The Inquirer has a decent analysis of U.S. census results for Philly. You have to subscribe the Inquirer to read it (which I have done maybe because I was shamed by one of those articles about the decline of local news? also since I don’t really watch TV I am aware of almost no local news unless I pay for it). Anyway, a couple highlights although the graphics are worth a look:
- They provide the Gini index and change in the Gini index over the last 5 years or so. Income inequality has gotten worse, and Philadelphia proper is the worst in the Philadelphia metro area. They point out that this could be because the rich have gotten richer or the poor have gotten poorer, or both, but then they don’t dig into that any further.
- The depressing statistic remains that Philadelphia is the poorest major city in the United States at over 20% of residents living in poverty. This is pathetic. They picked 10 “major cities” (not clear if these are counties or metro areas) – Houston, Dallas, and San Antonio are the next poorest after Philly (go Texas!) and Chicago, New York and Los Angeles are 5-7 respectively, with San Diego and San Jose bringing up the rear (i.e., the best of the worst? or the best of the worst of the biggest?). So whatever the impression we might get in the media, the economy in California seems to be doing a bit better than Texas if poverty is the metric. The article points out that social benefits like food stamps are not considered (but maybe tax benefits like the earned income tax credit would be?) but doesn’t dig into it further.
- About 2 of 3 Philadelphia residents were born in Pennsylvania, indicating people are not that mobile and we are not attracting new residents from elsewhere the way the sun belt cities generally area. They did not do this analysis by metro area, so including people from the New Jersey and Delaware might push this number even higher (and excluding people from, say, the northwestern tip of the state which is a 7 hour drive from here probably would not push it that much lower.)

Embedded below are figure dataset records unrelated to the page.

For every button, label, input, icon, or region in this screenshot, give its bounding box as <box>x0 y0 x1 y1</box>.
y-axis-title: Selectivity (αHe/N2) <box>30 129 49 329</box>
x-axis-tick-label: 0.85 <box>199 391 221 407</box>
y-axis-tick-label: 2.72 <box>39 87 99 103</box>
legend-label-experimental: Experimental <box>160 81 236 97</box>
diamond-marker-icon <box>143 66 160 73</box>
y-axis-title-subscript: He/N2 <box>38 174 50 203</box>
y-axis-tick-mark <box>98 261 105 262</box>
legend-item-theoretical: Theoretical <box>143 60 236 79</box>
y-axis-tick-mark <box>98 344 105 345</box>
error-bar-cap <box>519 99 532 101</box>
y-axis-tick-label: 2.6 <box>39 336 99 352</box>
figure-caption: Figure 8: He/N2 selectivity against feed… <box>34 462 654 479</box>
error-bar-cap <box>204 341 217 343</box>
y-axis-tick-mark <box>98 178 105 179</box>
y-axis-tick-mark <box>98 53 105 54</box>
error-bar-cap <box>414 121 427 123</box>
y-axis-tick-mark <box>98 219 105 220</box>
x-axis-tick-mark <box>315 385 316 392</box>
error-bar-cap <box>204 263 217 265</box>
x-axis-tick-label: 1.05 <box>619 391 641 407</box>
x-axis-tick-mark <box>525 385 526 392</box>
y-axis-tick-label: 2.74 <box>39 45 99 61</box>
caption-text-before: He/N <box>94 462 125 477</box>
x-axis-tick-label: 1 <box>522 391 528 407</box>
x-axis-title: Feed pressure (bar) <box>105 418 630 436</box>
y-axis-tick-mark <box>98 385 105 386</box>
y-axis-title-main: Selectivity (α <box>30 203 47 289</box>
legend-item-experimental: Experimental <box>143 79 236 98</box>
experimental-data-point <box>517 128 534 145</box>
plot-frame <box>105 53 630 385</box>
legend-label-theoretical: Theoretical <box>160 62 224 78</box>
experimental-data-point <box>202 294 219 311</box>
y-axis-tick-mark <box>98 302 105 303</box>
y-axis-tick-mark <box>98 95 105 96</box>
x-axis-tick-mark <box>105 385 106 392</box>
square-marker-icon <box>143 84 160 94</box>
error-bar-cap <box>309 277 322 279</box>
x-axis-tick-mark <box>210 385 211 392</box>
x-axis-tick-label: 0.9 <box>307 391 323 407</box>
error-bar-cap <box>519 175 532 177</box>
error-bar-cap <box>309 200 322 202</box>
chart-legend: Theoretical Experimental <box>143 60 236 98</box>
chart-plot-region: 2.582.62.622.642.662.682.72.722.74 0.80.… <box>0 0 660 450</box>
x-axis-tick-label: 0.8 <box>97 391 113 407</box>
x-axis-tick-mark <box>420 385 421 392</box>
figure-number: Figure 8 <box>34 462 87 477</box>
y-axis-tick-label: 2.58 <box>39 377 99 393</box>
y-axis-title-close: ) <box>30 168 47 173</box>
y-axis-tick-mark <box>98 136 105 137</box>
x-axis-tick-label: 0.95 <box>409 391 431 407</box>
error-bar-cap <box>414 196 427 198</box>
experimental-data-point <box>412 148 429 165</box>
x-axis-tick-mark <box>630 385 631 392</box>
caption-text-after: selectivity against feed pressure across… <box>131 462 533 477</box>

- Philadelphia has the second lowest percentage of foreign-born residents of the 10 cities (counties? metro areas?) studied. San Antonio had the lowest, so being near a militarized international border does not seem to correlate to attracting immigrants. Interestingly, Interestingly Philadelphia has the highest percentage of immigrants from Africa at about 11% of immigrants. Houston and Dallas are next, which again I wouldn’t have guessed. But I would keep in mind that in terms of sheer numbers, New York, LA, and Chicago may still have the most people in almost any category.
- A majority of people over the age of 15 have never been married. This is interesting. Does this mean our city is particularly young (I don’t think so), particular groups are not getting married (I think so), or people are getting married later in life? To answer the last question, it would be interesting to know what age people tend to get married on average. I got married at 30, so if the average age were to be 25 or 30, what percent of people over that age have ever been married? What percent of people who are not married now will eventually get married? That would be an interesting number. 18% of all people over 15 are separated, divorced, or widowed (but if you want to know what % of people who get married eventually get divorced or separated, you would want to separate out the people who are widowed.) 50% of people who get married and don’t get divorced are going to get widowed – there’s a depressing thought. Or I guess it would be slightly less than 50% – I suppose a few couples go down together in car or plane crashes, sinking boats, fires/floods/building collapses, or the very occasional suicide pact. That’s sweet, now I feel better.